HIV treatment 'affected by TB drug'. 04/08/08
August 4, 2008
A drug used to fight TB also hampers the effectiveness of an HIV treatment widely used in Africa, the world's worst Aids-hit region, a study says.
The antibiotic rifampicin reduces concentrations in the blood of nevirapine, a low-cost agent that is part of the frontline therapy against HIV in poor countries, especially Africa.
The study was presented on Sunday ahead of the start of the 17th International Aids Conference, which runs in Mexico City until Friday.
The evidence comes from a study, which unfolded in South Africa between 2001 and 2006, among 2 035 people who began their treatment with efavirenz, 1 074 of whom had TB and 1 935 others who initiated their treatment with nevaripine, of whom 209 also had TB.
In the nevaripine group, 16,3 percent of patients with TB were nearly twice as likely to have elevated levels of HIV in their blood at a six-month follow-up check-up, compared to only 8,3 percent among those without TB.
They were also twice as likely to develop treatment failure faster than patients who did not have TB.
However, a large majority - 80 percent - of TB patients using nevirapine also succeeded in suppressing the virus at an 18-month check-up.
The findings are of high importance for sub-Saharan Africa, which is home to two-thirds of the 33-million people infected by HIV.
Globally, an estimated one-third of people living with HIV are co-infected with TB.
For reasons that are poorly understood, co-infection can cause a lightning-fast decline in health, especially if the TB strain is resistant to frontline antibiotics.
The death rate among cases of co-infection is five times higher than for TB alone.
The Journal of the American Medical Association study, led by Andrew Boulle, of the University of Cape Town, said it was unclear why rifampicin had such an impact on nevaripine.
One possible reason could be a shared toxicity. Another reason could be a drug interaction, caused by rifampicin, when the patient started to receive early doses of the antiretroviral.
Anti-HIV drugs suppress the virus but do not eradicate it completely. If the drugs are halted, the Aids rebounds. - Sapa-AFP.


◆ Task details: For the entries that follow, produce an exact copy with no pictures in it.

[[ Exercise material open ]]

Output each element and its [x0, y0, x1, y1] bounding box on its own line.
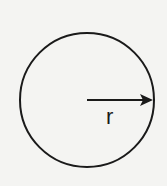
radius-label: r	[106, 104, 113, 130]
circle-diagram	[0, 0, 167, 186]
radius-arrow	[87, 94, 153, 106]
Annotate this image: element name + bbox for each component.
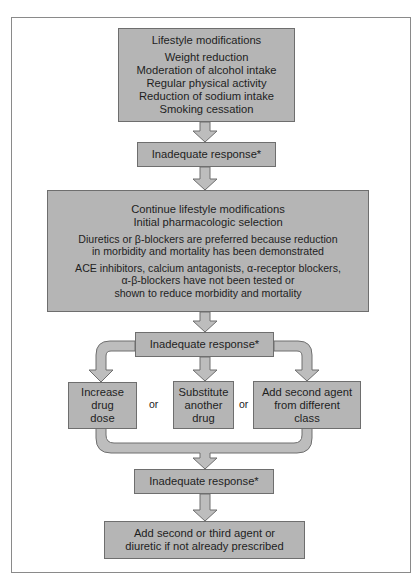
or-label: or — [239, 398, 248, 410]
option-line: Add second agent — [262, 386, 352, 399]
pharmacologic-line: shown to reduce morbidity and mortality — [114, 287, 301, 299]
lifestyle-item: Reduction of sodium intake — [139, 90, 274, 103]
down-arrow-icon — [193, 167, 217, 190]
lifestyle-item: Regular physical activity — [146, 77, 266, 90]
lifestyle-item: Smoking cessation — [160, 103, 254, 116]
option-line: Increase — [81, 386, 124, 399]
down-arrow-icon — [193, 312, 217, 332]
pharmacologic-line: ACE inhibitors, calcium antagonists, α-r… — [75, 262, 341, 274]
inadequate-response-box-3: Inadequate response* — [134, 469, 274, 494]
option-line: drug — [192, 412, 214, 425]
down-arrow-icon — [193, 122, 217, 142]
option-line: from different — [274, 399, 340, 412]
inadequate-response-box-1: Inadequate response* — [137, 142, 276, 167]
final-line: diuretic if not already prescribed — [125, 540, 284, 553]
pharmacologic-line: Diuretics or β-blockers are preferred be… — [78, 233, 337, 245]
pharmacologic-selection-box: Continue lifestyle modifications Initial… — [47, 190, 369, 312]
inadequate-response-box-2: Inadequate response* — [135, 332, 274, 357]
inadequate-response-label: Inadequate response* — [152, 148, 261, 161]
option-line: dose — [90, 412, 114, 425]
branch-right-arrow-icon — [274, 341, 319, 381]
final-line: Add second or third agent or — [134, 527, 275, 540]
pharmacologic-line: in morbidity and mortality has been demo… — [92, 245, 324, 257]
option-add-second-agent-box: Add second agent from different class — [253, 381, 361, 429]
option-substitute-drug-box: Substitute another drug — [173, 381, 234, 429]
final-step-box: Add second or third agent or diuretic if… — [104, 521, 305, 559]
lifestyle-modifications-box: Lifestyle modifications Weight reduction… — [118, 28, 295, 122]
inadequate-response-label: Inadequate response* — [150, 338, 259, 351]
option-line: another — [185, 399, 223, 412]
pharmacologic-line: Continue lifestyle modifications — [131, 203, 285, 216]
option-increase-dose-box: Increase drug dose — [68, 382, 137, 429]
or-label: or — [149, 398, 158, 410]
merge-connector-icon — [96, 428, 312, 469]
inadequate-response-label: Inadequate response* — [149, 475, 258, 488]
option-line: Substitute — [179, 386, 229, 399]
pharmacologic-line: α-β-blockers have not been tested or — [122, 274, 295, 286]
branch-left-arrow-icon — [89, 341, 135, 382]
down-arrow-icon — [193, 357, 217, 381]
option-line: class — [294, 412, 320, 425]
pharmacologic-line: Initial pharmacologic selection — [133, 216, 282, 229]
lifestyle-item: Weight reduction — [165, 51, 249, 64]
down-arrow-icon — [193, 494, 217, 521]
lifestyle-title: Lifestyle modifications — [152, 34, 261, 47]
option-line: drug — [91, 399, 113, 412]
lifestyle-item: Moderation of alcohol intake — [137, 64, 277, 77]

[[ Exercise material closed ]]

◆ Solution:
Output each element and its [x0, y0, x1, y1] bounding box on its own line.
radius-label: r	[106, 104, 113, 130]
circle-diagram	[0, 0, 167, 186]
radius-arrow	[87, 94, 153, 106]
Annotate this image: element name + bbox for each component.
or-label: or — [239, 398, 248, 410]
option-line: Add second agent — [262, 386, 352, 399]
pharmacologic-line: shown to reduce morbidity and mortality — [114, 287, 301, 299]
lifestyle-item: Reduction of sodium intake — [139, 90, 274, 103]
down-arrow-icon — [193, 167, 217, 190]
lifestyle-item: Regular physical activity — [146, 77, 266, 90]
lifestyle-item: Smoking cessation — [160, 103, 254, 116]
option-line: Increase — [81, 386, 124, 399]
down-arrow-icon — [193, 312, 217, 332]
pharmacologic-line: ACE inhibitors, calcium antagonists, α-r… — [75, 262, 341, 274]
inadequate-response-box-3: Inadequate response* — [134, 469, 274, 494]
option-line: drug — [192, 412, 214, 425]
down-arrow-icon — [193, 122, 217, 142]
option-line: from different — [274, 399, 340, 412]
inadequate-response-box-1: Inadequate response* — [137, 142, 276, 167]
final-line: diuretic if not already prescribed — [125, 540, 284, 553]
pharmacologic-line: Diuretics or β-blockers are preferred be… — [78, 233, 337, 245]
pharmacologic-selection-box: Continue lifestyle modifications Initial… — [47, 190, 369, 312]
inadequate-response-box-2: Inadequate response* — [135, 332, 274, 357]
inadequate-response-label: Inadequate response* — [152, 148, 261, 161]
option-line: dose — [90, 412, 114, 425]
branch-right-arrow-icon — [274, 341, 319, 381]
final-line: Add second or third agent or — [134, 527, 275, 540]
pharmacologic-line: in morbidity and mortality has been demo… — [92, 245, 324, 257]
option-add-second-agent-box: Add second agent from different class — [253, 381, 361, 429]
option-substitute-drug-box: Substitute another drug — [173, 381, 234, 429]
final-step-box: Add second or third agent or diuretic if… — [104, 521, 305, 559]
lifestyle-modifications-box: Lifestyle modifications Weight reduction… — [118, 28, 295, 122]
inadequate-response-label: Inadequate response* — [150, 338, 259, 351]
option-line: another — [185, 399, 223, 412]
pharmacologic-line: Continue lifestyle modifications — [131, 203, 285, 216]
option-increase-dose-box: Increase drug dose — [68, 382, 137, 429]
or-label: or — [149, 398, 158, 410]
merge-connector-icon — [96, 428, 312, 469]
inadequate-response-label: Inadequate response* — [149, 475, 258, 488]
option-line: Substitute — [179, 386, 229, 399]
pharmacologic-line: α-β-blockers have not been tested or — [122, 274, 295, 286]
branch-left-arrow-icon — [89, 341, 135, 382]
down-arrow-icon — [193, 357, 217, 381]
option-line: class — [294, 412, 320, 425]
pharmacologic-line: Initial pharmacologic selection — [133, 216, 282, 229]
lifestyle-item: Weight reduction — [165, 51, 249, 64]
down-arrow-icon — [193, 494, 217, 521]
lifestyle-title: Lifestyle modifications — [152, 34, 261, 47]
option-line: drug — [91, 399, 113, 412]
lifestyle-item: Moderation of alcohol intake — [137, 64, 277, 77]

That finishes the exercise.